Get 20M+ Full-Text Papers For Less Than $1.50/day. Start a 14-Day Trial for You or Your Team.

Learn More →

Malice in Wonderland: Dreams of the Orient and the Destruction of the Palace of the Emperor of China

Malice in Wonderland: Dreams of the Orient and the Destruction of the Palace of the Emperor of China Abstract: This article explains the destruction of the Yuanmingyuan, the imperial palace compound located northwest of Beijing, by an Anglo-French army in 1860. Bracketing the political and military context, it looks at the ways the emperor’s palace has been interpreted in European cultural history and the ways it was understood by the people responsible for its destruction. To Europeans, the Yuanmingyuan was a place of wonder, and it was more than anything the transformation of the language of wonder that made the palace vulnerable to European aggression. Intercultural aesthetic judgments, the article concludes, always have political implications. http://www.deepdyve.com/assets/images/DeepDyve-Logo-lg.png Journal of World History University of Hawai'I Press

Malice in Wonderland: Dreams of the Orient and the Destruction of the Palace of the Emperor of China

Journal of World History , Volume 22 (2) – Aug 3, 2011

Loading next page...
 
/lp/university-of-hawai-i-press/malice-in-wonderland-dreams-of-the-orient-and-the-destruction-of-the-z4qWHfBnB4

References

References for this paper are not available at this time. We will be adding them shortly, thank you for your patience.

Publisher
University of Hawai'I Press
Copyright
Copyright © University of Hawai'I Press
ISSN
1527-8050
Publisher site
See Article on Publisher Site

Abstract

Abstract: This article explains the destruction of the Yuanmingyuan, the imperial palace compound located northwest of Beijing, by an Anglo-French army in 1860. Bracketing the political and military context, it looks at the ways the emperor’s palace has been interpreted in European cultural history and the ways it was understood by the people responsible for its destruction. To Europeans, the Yuanmingyuan was a place of wonder, and it was more than anything the transformation of the language of wonder that made the palace vulnerable to European aggression. Intercultural aesthetic judgments, the article concludes, always have political implications.

Journal

Journal of World HistoryUniversity of Hawai'I Press

Published: Aug 3, 2011

There are no references for this article.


● Exercise instructions
List all the lines in these records that hold "absolute".

Figure record extracts
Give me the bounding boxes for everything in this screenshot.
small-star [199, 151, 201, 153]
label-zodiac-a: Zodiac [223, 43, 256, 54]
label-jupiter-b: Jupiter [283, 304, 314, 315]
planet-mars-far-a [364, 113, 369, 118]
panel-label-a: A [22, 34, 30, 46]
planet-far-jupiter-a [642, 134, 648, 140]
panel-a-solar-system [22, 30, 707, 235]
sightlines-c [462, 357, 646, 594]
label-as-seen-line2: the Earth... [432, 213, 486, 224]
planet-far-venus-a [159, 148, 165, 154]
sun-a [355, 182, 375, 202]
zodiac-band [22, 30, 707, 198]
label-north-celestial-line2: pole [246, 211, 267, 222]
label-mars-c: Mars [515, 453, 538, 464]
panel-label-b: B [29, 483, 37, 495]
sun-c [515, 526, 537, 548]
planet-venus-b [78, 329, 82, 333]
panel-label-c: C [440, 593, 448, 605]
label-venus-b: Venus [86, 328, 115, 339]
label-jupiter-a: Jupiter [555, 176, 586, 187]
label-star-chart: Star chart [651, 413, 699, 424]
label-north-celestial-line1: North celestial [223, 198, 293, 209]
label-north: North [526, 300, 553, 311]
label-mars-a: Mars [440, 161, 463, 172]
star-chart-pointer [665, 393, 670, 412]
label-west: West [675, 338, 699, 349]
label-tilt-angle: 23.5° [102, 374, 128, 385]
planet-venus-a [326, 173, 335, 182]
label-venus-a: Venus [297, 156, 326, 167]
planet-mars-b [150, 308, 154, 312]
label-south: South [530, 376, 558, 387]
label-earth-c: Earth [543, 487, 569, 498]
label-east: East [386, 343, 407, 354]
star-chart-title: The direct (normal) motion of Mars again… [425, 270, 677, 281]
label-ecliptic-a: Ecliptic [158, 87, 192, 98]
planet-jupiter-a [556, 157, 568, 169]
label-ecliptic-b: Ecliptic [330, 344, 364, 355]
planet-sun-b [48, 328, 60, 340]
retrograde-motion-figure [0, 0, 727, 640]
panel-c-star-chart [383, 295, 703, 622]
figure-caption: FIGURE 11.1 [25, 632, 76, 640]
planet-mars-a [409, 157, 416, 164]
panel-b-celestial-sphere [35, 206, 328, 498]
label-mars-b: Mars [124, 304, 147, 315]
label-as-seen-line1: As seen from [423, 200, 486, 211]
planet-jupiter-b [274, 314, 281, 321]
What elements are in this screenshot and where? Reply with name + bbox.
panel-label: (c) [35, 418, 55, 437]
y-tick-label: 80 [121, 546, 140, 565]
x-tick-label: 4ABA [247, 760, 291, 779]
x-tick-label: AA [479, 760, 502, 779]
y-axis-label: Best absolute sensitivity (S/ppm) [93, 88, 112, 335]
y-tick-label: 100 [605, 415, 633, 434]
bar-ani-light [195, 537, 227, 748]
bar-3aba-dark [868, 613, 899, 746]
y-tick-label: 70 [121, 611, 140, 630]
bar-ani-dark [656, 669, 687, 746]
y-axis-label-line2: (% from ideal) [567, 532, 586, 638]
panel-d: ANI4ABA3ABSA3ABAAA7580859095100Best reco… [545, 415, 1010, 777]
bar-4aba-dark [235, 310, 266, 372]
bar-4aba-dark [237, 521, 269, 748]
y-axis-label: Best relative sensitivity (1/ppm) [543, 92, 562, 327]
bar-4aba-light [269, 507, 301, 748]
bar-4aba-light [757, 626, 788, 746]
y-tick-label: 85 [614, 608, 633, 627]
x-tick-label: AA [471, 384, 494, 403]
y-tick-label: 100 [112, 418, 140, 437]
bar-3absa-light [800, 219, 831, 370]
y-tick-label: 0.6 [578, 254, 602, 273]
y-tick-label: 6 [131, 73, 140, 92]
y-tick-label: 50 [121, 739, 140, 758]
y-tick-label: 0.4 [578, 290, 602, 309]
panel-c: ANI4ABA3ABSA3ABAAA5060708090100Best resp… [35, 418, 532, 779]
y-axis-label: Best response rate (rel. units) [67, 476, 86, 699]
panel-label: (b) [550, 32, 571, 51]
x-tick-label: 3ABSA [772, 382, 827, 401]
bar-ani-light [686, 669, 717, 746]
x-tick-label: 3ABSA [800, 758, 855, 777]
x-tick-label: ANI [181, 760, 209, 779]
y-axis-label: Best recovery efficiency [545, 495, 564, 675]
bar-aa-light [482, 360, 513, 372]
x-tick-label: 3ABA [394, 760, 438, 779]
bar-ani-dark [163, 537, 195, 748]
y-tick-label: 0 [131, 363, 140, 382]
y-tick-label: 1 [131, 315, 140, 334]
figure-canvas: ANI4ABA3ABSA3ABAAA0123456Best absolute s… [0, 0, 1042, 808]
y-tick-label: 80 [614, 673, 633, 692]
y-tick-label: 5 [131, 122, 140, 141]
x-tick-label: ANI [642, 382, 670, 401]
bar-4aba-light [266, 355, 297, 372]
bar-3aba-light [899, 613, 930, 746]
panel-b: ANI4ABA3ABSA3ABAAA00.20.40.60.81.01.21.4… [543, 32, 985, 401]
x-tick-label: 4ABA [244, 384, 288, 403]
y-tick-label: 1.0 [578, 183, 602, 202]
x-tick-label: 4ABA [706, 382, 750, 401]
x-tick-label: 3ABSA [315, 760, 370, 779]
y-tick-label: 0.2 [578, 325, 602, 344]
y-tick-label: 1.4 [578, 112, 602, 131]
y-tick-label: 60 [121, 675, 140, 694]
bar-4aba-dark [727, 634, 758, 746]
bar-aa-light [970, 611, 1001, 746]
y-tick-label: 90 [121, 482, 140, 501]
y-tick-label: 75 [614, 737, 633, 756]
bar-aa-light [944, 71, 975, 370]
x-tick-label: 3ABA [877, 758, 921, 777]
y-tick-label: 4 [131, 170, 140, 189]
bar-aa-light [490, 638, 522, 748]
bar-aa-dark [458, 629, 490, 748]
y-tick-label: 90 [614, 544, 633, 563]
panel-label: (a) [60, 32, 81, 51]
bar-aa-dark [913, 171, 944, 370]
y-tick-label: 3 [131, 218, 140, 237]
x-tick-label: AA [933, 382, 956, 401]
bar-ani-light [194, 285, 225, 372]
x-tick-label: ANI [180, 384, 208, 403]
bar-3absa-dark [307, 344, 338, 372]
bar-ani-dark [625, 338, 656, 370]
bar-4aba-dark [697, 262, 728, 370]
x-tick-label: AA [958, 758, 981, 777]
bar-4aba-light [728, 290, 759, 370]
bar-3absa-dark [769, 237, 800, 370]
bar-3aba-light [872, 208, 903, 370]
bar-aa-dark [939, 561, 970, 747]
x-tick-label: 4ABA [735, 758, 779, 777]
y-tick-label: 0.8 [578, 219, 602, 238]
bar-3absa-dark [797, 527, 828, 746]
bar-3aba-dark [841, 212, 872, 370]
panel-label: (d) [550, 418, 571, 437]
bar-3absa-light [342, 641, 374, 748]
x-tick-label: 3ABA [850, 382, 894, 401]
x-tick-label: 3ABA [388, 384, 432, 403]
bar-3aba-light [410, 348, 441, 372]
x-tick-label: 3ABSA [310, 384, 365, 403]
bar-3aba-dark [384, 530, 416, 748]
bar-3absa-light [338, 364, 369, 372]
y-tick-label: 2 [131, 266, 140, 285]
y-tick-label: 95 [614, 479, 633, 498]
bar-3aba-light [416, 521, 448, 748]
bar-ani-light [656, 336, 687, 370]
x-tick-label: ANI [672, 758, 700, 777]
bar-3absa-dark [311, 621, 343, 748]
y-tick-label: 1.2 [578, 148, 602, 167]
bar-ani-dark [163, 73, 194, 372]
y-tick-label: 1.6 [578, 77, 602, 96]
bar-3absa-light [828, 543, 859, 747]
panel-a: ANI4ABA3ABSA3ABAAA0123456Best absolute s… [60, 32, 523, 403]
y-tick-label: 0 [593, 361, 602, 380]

● Written solution
y-axis-label: Best absolute sensitivity (S/ppm) [93, 88, 112, 335]
figure-canvas: ANI4ABA3ABSA3ABAAA0123456Best absolute s… [0, 0, 1042, 808]
panel-a: ANI4ABA3ABSA3ABAAA0123456Best absolute s… [60, 32, 523, 403]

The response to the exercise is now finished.